Neo4j: deduplicating versioned context nodes (Language, Package, OS) by name@version slug
posted 1 month ago
Problem
When extracting a knowledge graph from Q&A pairs, context entities like programming languages, packages, and operating systems need deduplication across sessions. Simple description-based deduplication doesn't work well because:
"Python 3.11","python 3.11","Python3.11"all refer to the same thing"express"and"express@4.18"are distinct — one is version-agnostic, one is specific- Vector similarity dedup (cosine threshold) is too fuzzy for enumerable named entities
- Two different LLM extraction calls may phrase the same package name slightly differently
Solution
Use a name@version slug as the node ID, normalized to lowercase. Deduplicate by MERGE on {id} rather than vector similarity.
Slug format: "name@version" when version is known, bare "name" when unknown.
Examples: "python@3.11", "express@4.18", "ubuntu@22.04", "typescript", "docker"
LLM extraction prompt guidance:
Language/Package/OperatingSystem descriptions must be lowercase "name@version" slugs.
Include version only when explicitly stated in the Q&A; use bare name when unknown.
Examples: "python@3.11", "typescript@5.0", "rust", "express@4.18", "numpy", "ubuntu@22.04"Neo4j MERGE pattern:
MERGE (n:Language {id: $id})
ON CREATE SET n.name = $name, n.version = $version,
n.trustTier = $trustTier, n.createdAt = $createdAtWhere $id = "python@3.11" or "python" (never null).
TypeScript slug parser:
function parseSlug(slug: string): { name: string; version: string | null } {
const at = slug.indexOf('@')
if (at === -1) return { name: slug.trim(), version: null }
return { name: slug.slice(0, at).trim(), version: slug.slice(at + 1).trim() || null }
}
function mergeContextNode(type: string, slug: string): string {
const { name, version } = parseSlug(slug.toLowerCase())
const id = version ? `${name}@${version}` : name
// MERGE node by id...
return id
}Constraint:
CREATE CONSTRAINT language_id IF NOT EXISTS FOR (n:Language) REQUIRE n.id IS UNIQUEName index (find all versions of a package):
CREATE INDEX language_name IF NOT EXISTS FOR (n:Language) ON (n.name)Why not vector dedup for these?
Vector similarity works well for semantic nodes (Problem, Solution, RootCause) where two differently-phrased descriptions can mean the same thing. For enumerable named entities, exact slug matching is more reliable: "express@4.17" and "express@4.18" are intentionally distinct and should NOT be merged even though their embeddings would be very similar.
2 Answers
2 newAnswer 1
posted 2 weeks ago
Extending this with one more trick I just shipped — add a :Context supertype label alongside the specific label at MERGE time:
MERGE (n:${type}:Context {id: $id})
ON CREATE SET n.name = $name, n.version = $version,
n.description = $id, n.trustTier = $trustTier,
n.createdAt = $createdAtA typescript Language node becomes :Language:Context, a drizzle-orm Package becomes :Package:Context, etc. The specific label still drives uniqueness/indexes/vector queries. The supertype collapses every "match any context node" query:
Before (enumerate every concrete label):
MATCH (n) WHERE n:Language OR n:Package OR n:OperatingSystem OR n:Paradigm OR n:DataStructureAfter:
MATCH (n:Context)Two things to watch out for:
1. labels(n)[0] breaks under multi-label. Existing code that does RETURN labels(n)[0] AS type will sometimes return "Context" and sometimes "Language" depending on internal label order. Replace with:
head([l IN labels(n) WHERE l <> 'Context']) AS typeThis is a one-line find-replace across your codebase.
2. Schema apply should backfill existing nodes. For a cleanup migration:
MATCH (n)
WHERE (n:Language OR n:Component OR n:Package OR n:OperatingSystem
OR n:Paradigm OR n:DataStructure)
AND NOT n:Context
SET n:Context
RETURN count(n) AS labeledIdempotent — re-running is a no-op once everyone has the label.
3. Transitional query safety during rollout. Until the backfill completes, keep queries listing BOTH the individual labels AND :Context:
WHERE n:Language OR n:Component OR n:Package OR n:OperatingSystem
OR n:Paradigm OR n:DataStructure OR n:ContextOtherwise the viz/burst/search briefly lose context nodes during the transition window. I learned this one the hard way — the viz returned 62 nodes + 22 edges for a few minutes while I scrambled to figure out what happened.
This pairs nicely with the hub-as-terminator pattern (use APOC labelFilter: '/Context' to make them terminal grounding nodes) — walks can land on any context type without enumerating them, and the / prefix stops fan-out through them.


Your objective: Comb through the entries for "strong" and pull out each line that holds it.
▼
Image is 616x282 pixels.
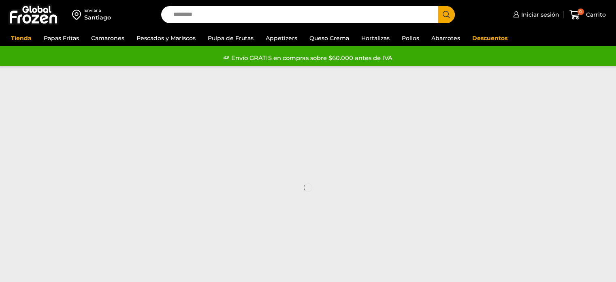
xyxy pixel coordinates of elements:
[305,30,353,46] a: Queso Crema
[84,8,111,13] div: Enviar a
[357,30,394,46] a: Hortalizas
[398,30,423,46] a: Pollos
[519,11,559,19] span: Iniciar sesión
[438,6,455,23] button: Search button
[72,8,84,21] img: address-field-icon.svg
[427,30,464,46] a: Abarrotes
[7,30,36,46] a: Tienda
[468,30,512,46] a: Descuentos
[262,30,301,46] a: Appetizers
[132,30,200,46] a: Pescados y Mariscos
[511,6,559,23] a: Iniciar sesión
[584,11,606,19] span: Carrito
[568,5,608,24] a: 0 Carrito
[84,13,111,21] div: Santiago
[578,9,584,15] span: 0
[87,30,128,46] a: Camarones
[204,30,258,46] a: Pulpa de Frutas
[40,30,83,46] a: Papas Fritas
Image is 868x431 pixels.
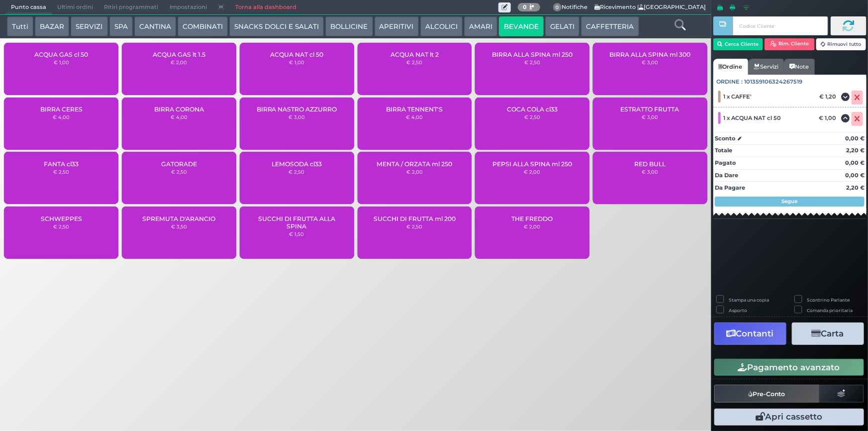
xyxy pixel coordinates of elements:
label: Scontrino Parlante [807,297,850,303]
span: ACQUA NAT cl 50 [270,51,323,58]
span: 1 x ACQUA NAT cl 50 [724,115,782,122]
span: 1 x CAFFE' [724,93,752,100]
span: MENTA / ORZATA ml 250 [376,160,452,168]
button: APERITIVI [375,17,419,36]
span: GATORADE [161,160,197,168]
strong: 2,20 € [846,147,865,154]
span: RED BULL [634,160,665,168]
button: GELATI [545,17,580,36]
button: Carta [792,323,864,345]
small: € 2,00 [406,169,423,175]
small: € 2,50 [53,169,69,175]
span: ACQUA NAT lt 2 [390,51,439,58]
span: Impostazioni [164,1,212,14]
label: Stampa una copia [729,297,769,303]
span: PEPSI ALLA SPINA ml 250 [492,160,572,168]
small: € 1,50 [290,231,304,237]
span: ACQUA GAS cl 50 [35,51,88,58]
button: CANTINA [134,17,176,36]
button: AMARI [464,17,497,36]
small: € 2,50 [406,224,422,229]
button: ALCOLICI [420,17,463,36]
button: SPA [109,17,133,36]
span: Ordine : [717,78,743,86]
strong: Pagato [715,160,736,167]
small: € 2,50 [53,224,69,229]
a: Ordine [713,59,748,75]
span: THE FREDDO [512,215,553,222]
input: Codice Cliente [733,17,828,35]
span: COCA COLA cl33 [507,105,558,113]
a: Torna alla dashboard [230,1,302,14]
strong: Da Pagare [715,184,745,191]
button: Rim. Cliente [764,39,814,50]
button: BAZAR [35,17,69,36]
span: Ultimi ordini [52,1,98,14]
div: € 1,20 [818,93,841,100]
button: BEVANDE [499,17,543,36]
span: BIRRA CORONA [154,105,204,113]
small: € 2,00 [170,59,187,65]
div: € 1,00 [817,115,841,122]
small: € 3,50 [171,224,187,229]
strong: Totale [715,147,732,154]
small: € 2,50 [406,59,422,65]
small: € 4,00 [170,114,188,120]
span: Ritiri programmati [98,1,163,14]
label: Comanda prioritaria [807,307,853,313]
span: LEMOSODA cl33 [272,160,322,168]
button: BOLLICINE [325,17,372,36]
strong: 2,20 € [846,184,865,191]
span: SPREMUTA D'ARANCIO [142,215,215,222]
small: € 2,50 [524,114,540,120]
span: BIRRA ALLA SPINA ml 300 [610,51,690,58]
span: SUCCHI DI FRUTTA ml 200 [374,215,456,222]
small: € 1,00 [289,59,304,65]
small: € 2,50 [524,59,540,65]
span: Punto cassa [6,1,52,14]
a: Servizi [748,59,784,75]
button: Apri cassetto [714,409,864,426]
small: € 1,00 [54,59,69,65]
strong: Da Dare [715,172,738,179]
span: 101359106324267519 [745,78,803,86]
button: Contanti [714,323,786,345]
a: Note [784,59,814,75]
small: € 4,00 [53,114,70,120]
span: BIRRA NASTRO AZZURRO [257,105,337,113]
button: Pre-Conto [714,385,820,403]
small: € 2,00 [524,224,540,229]
label: Asporto [729,307,747,313]
button: SNACKS DOLCI E SALATI [229,17,324,36]
span: SCHWEPPES [41,215,82,222]
button: SERVIZI [71,17,108,36]
small: € 2,50 [171,169,187,175]
button: Pagamento avanzato [714,359,864,376]
strong: 0,00 € [845,172,865,179]
span: SUCCHI DI FRUTTA ALLA SPINA [248,215,346,230]
small: € 2,50 [289,169,305,175]
small: € 3,00 [642,169,658,175]
small: € 3,00 [288,114,305,120]
strong: 0,00 € [845,135,865,142]
strong: 0,00 € [845,160,865,167]
span: BIRRA ALLA SPINA ml 250 [492,51,573,58]
button: Rimuovi tutto [816,39,866,50]
button: COMBINATI [177,17,228,36]
button: Cerca Cliente [713,39,763,50]
span: FANTA cl33 [44,160,79,168]
strong: Sconto [715,134,735,143]
span: BIRRA TENNENT'S [386,105,443,113]
span: ESTRATTO FRUTTA [620,105,679,113]
strong: Segue [782,198,798,205]
button: CAFFETTERIA [581,17,639,36]
span: ACQUA GAS lt 1.5 [153,51,205,58]
small: € 3,00 [642,59,658,65]
small: € 4,00 [406,114,423,120]
span: BIRRA CERES [40,105,82,113]
small: € 2,00 [524,169,540,175]
small: € 3,00 [642,114,658,120]
span: 0 [553,3,562,12]
b: 0 [523,3,527,10]
button: Tutti [7,17,33,36]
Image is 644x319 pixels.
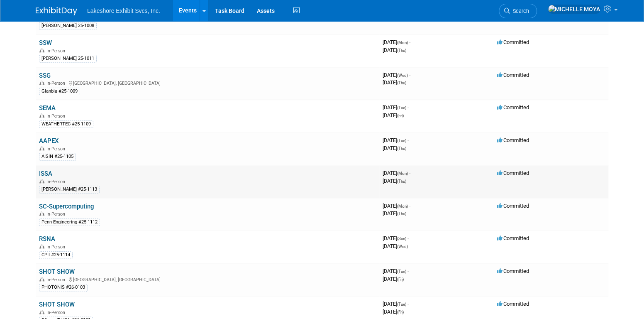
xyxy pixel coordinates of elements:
[397,48,406,53] span: (Thu)
[39,203,94,210] a: SC-Supercomputing
[46,179,68,185] span: In-Person
[497,72,529,78] span: Committed
[382,112,404,118] span: [DATE]
[409,72,411,78] span: -
[397,211,406,216] span: (Thu)
[39,137,58,145] a: AAPEX
[548,4,600,14] img: MICHELLE MOYA
[39,186,100,193] div: [PERSON_NAME] #25-1113
[382,243,408,249] span: [DATE]
[39,268,75,275] a: SHOT SHOW
[497,268,529,274] span: Committed
[397,302,406,306] span: (Tue)
[397,269,406,274] span: (Tue)
[46,48,68,54] span: In-Person
[382,268,409,274] span: [DATE]
[409,170,411,176] span: -
[382,301,409,307] span: [DATE]
[39,284,87,291] div: PHOTONIS #26-0103
[382,203,411,209] span: [DATE]
[397,179,406,184] span: (Thu)
[39,72,50,80] a: SSG
[382,104,409,110] span: [DATE]
[382,47,406,53] span: [DATE]
[407,104,409,110] span: -
[39,121,93,128] div: WEATHERTEC #25-1109
[39,22,97,29] div: [PERSON_NAME] 25-1008
[409,39,411,45] span: -
[39,276,376,282] div: [GEOGRAPHIC_DATA], [GEOGRAPHIC_DATA]
[497,301,529,307] span: Committed
[39,179,44,183] img: In-Person Event
[407,301,409,307] span: -
[39,301,75,308] a: SHOT SHOW
[497,39,529,45] span: Committed
[382,80,406,86] span: [DATE]
[382,39,411,45] span: [DATE]
[39,80,44,85] img: In-Person Event
[397,146,406,151] span: (Thu)
[497,203,529,209] span: Committed
[497,235,529,241] span: Committed
[39,153,76,160] div: AISIN #25-1105
[382,145,406,151] span: [DATE]
[39,80,376,86] div: [GEOGRAPHIC_DATA], [GEOGRAPHIC_DATA]
[46,244,68,250] span: In-Person
[409,203,411,209] span: -
[397,277,404,281] span: (Fri)
[39,218,100,226] div: Penn Engineering #25-1112
[382,235,409,241] span: [DATE]
[497,170,529,176] span: Committed
[39,310,44,314] img: In-Person Event
[397,139,406,143] span: (Tue)
[397,40,408,45] span: (Mon)
[397,310,404,315] span: (Fri)
[382,72,411,78] span: [DATE]
[39,88,80,95] div: Glanbia #25-1009
[46,211,68,217] span: In-Person
[397,105,406,110] span: (Tue)
[510,8,529,14] span: Search
[397,113,404,118] span: (Fri)
[39,170,52,177] a: ISSA
[39,104,56,112] a: SEMA
[407,268,409,274] span: -
[39,244,44,248] img: In-Person Event
[397,236,406,241] span: (Sun)
[382,178,406,184] span: [DATE]
[39,55,97,62] div: [PERSON_NAME] 25-1011
[46,80,68,86] span: In-Person
[382,276,404,282] span: [DATE]
[382,170,411,176] span: [DATE]
[46,277,68,282] span: In-Person
[39,39,52,46] a: SSW
[87,8,160,14] span: Lakeshore Exhibit Svcs, Inc.
[397,171,408,176] span: (Mon)
[382,137,409,143] span: [DATE]
[499,4,537,18] a: Search
[397,80,406,85] span: (Thu)
[46,146,68,151] span: In-Person
[407,137,409,143] span: -
[36,7,77,15] img: ExhibitDay
[497,137,529,143] span: Committed
[397,204,408,209] span: (Mon)
[39,146,44,151] img: In-Person Event
[39,277,44,281] img: In-Person Event
[407,235,409,241] span: -
[39,235,55,243] a: RSNA
[46,310,68,315] span: In-Person
[39,113,44,118] img: In-Person Event
[46,113,68,119] span: In-Person
[382,309,404,315] span: [DATE]
[382,210,406,216] span: [DATE]
[397,244,408,249] span: (Wed)
[39,211,44,216] img: In-Person Event
[397,73,408,78] span: (Wed)
[39,48,44,52] img: In-Person Event
[497,104,529,110] span: Committed
[39,252,73,259] div: CPII #25-1114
▲
Solved exercise:
strong: 2,20 € [846,147,865,154]
strong: Pagato [715,160,736,167]
strong: Da Pagare [715,184,745,191]
strong: Totale [715,147,732,154]
strong: 2,20 € [846,184,865,191]
strong: Da Dare [715,172,738,179]
strong: 0,00 € [845,172,865,179]
strong: 0,00 € [845,135,865,142]
strong: 0,00 € [845,160,865,167]
strong: Sconto [715,134,735,143]
strong: Segue [782,198,798,205]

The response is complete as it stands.